So it is with Alan Caiger-Smith, who not only has a show on in London, but also has just published an account of his own career and craft. The book describes how he founded a pottery in Aldermaston, Berkshire, in 1955, and how for nearly 40 years he struggled not only to keep afloat commercially, but also to master new techniques with which he became obsessed.

Appropriately enough, the pottery was housed in an 18th-century building made of soft red brick, itself baked clay. The working area was permanently coated in pale clay dust, and a rickety wooden staircase led up to the showroom - a treasure-chamber full of brilliantly coloured pots, bowls, mugs and jugs ranged on shelves that disappeared far into the shadows.

A small, wiry man, Mr Caiger-Smith lives in an ancient farmhouse close to the River Kennet, and his book reveals the joy he finds in working with his hands, whether throwing a pot, painting a bowl or merely splitting willow logs, which long experience has shown him are best for firing the kiln.

Along the banks of the Kennet, willows are grown commercially for cricket bats, but only the best sections can be used, and the potters were allowed to cut up and carry off reject pieces. In Mr Caiger-Smith's view, willow makes exceptionally good fuel for firing earthenware, since it releases its heat quickly and burns with a long, soft flame, making a kiln atmosphere that gives a pearly whiteness to the glazes and luminous depth to most of the colours.'

His description of firings reads like a chapter from a thriller.

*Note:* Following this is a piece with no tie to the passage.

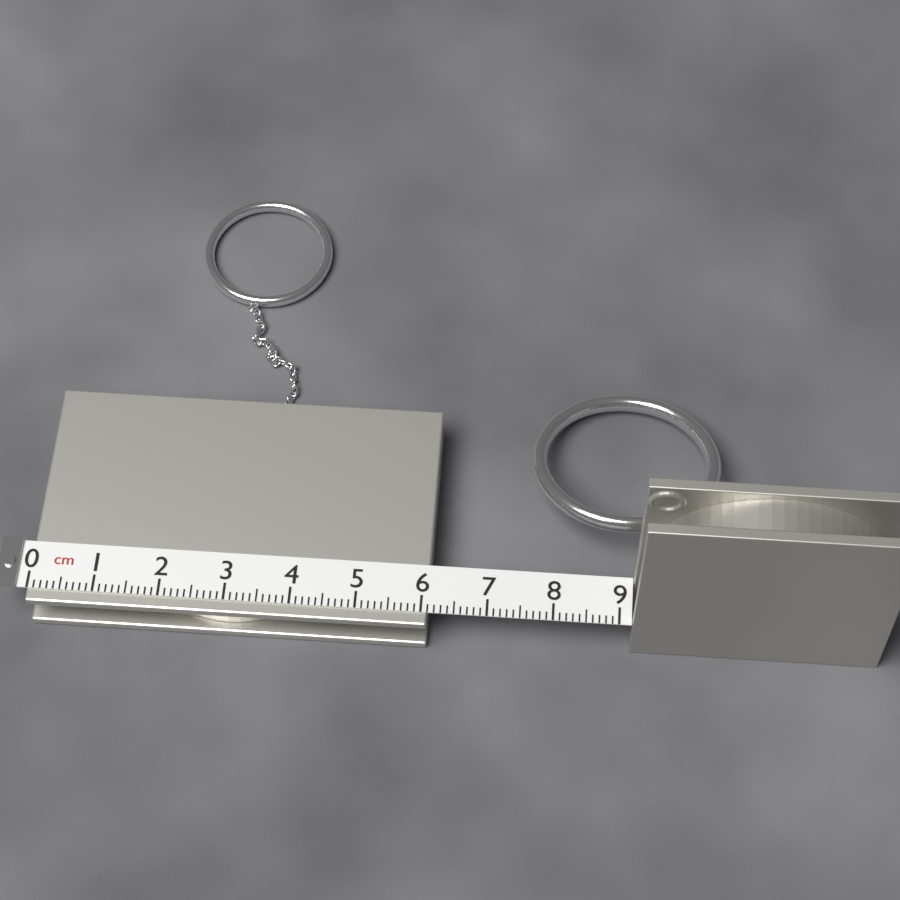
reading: 6.1 cm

The process begins at 4am, and the heat in the kiln builds steadily over the next 15 hours or so as logs are fed into it faster and faster by a team of stokers. "However often you have fired the kiln before," he writes, "you can't help being amazed that logs of wood could generate such a dense mass of heat, held in by tons of glowing bricks, with the pots standing out blinding yellow-white in the midst of it. The nearest of them are in arm's reach, yet they are in another world."

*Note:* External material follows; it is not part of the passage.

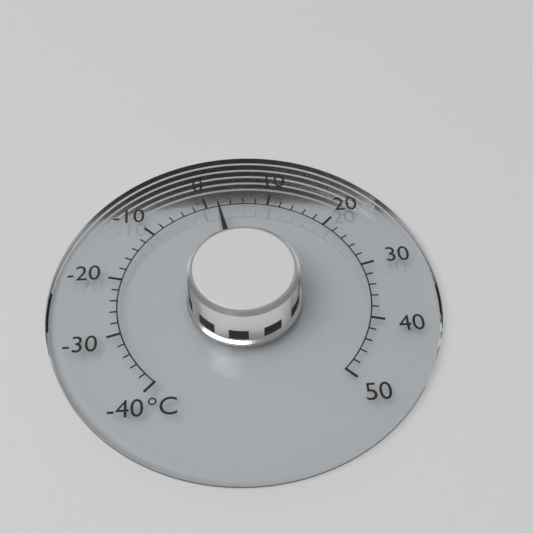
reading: 2 °C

In a lifelong quest for ideas about techniques, Mr Caiger-Smith travelled to Egypt, Spain, Morocco, and far into the past in pursuit of authors such as Cavaliere Cipriano Picolpasso, who wrote authoritative treatises on the potter's art 400 years ago. Only in the matter of his own teaching does he not come clean. He will say that over the years he learnt from his ever-changing team of half-a-dozen assistants; they, that he was their inspiration.

He is at his best when considering the creative process. He describes potters not as creators but as "makers", who know that "their ideas are not absolutely their own, but are brought about by some interchange between their minds and a source beyond their control". To him, every act of making is "a reverberation of the great wind" which has moved through the universe since the beginning of time.

How agreeable, how rewarding, to spend time in the company of someone so practical, so good with his hands, and yet so articulate about the mysterious forces that have made him a master of his craft.

'Pottery, People and Time', pounds 28 from Richard Dennis Publications, Shepton Beauchamp, Somerset TA19 0LE. The show is at the Richard Dennis Gallery, 144 Kensington Church Street, London W8 4BN (0171-727 2061), until 14 October.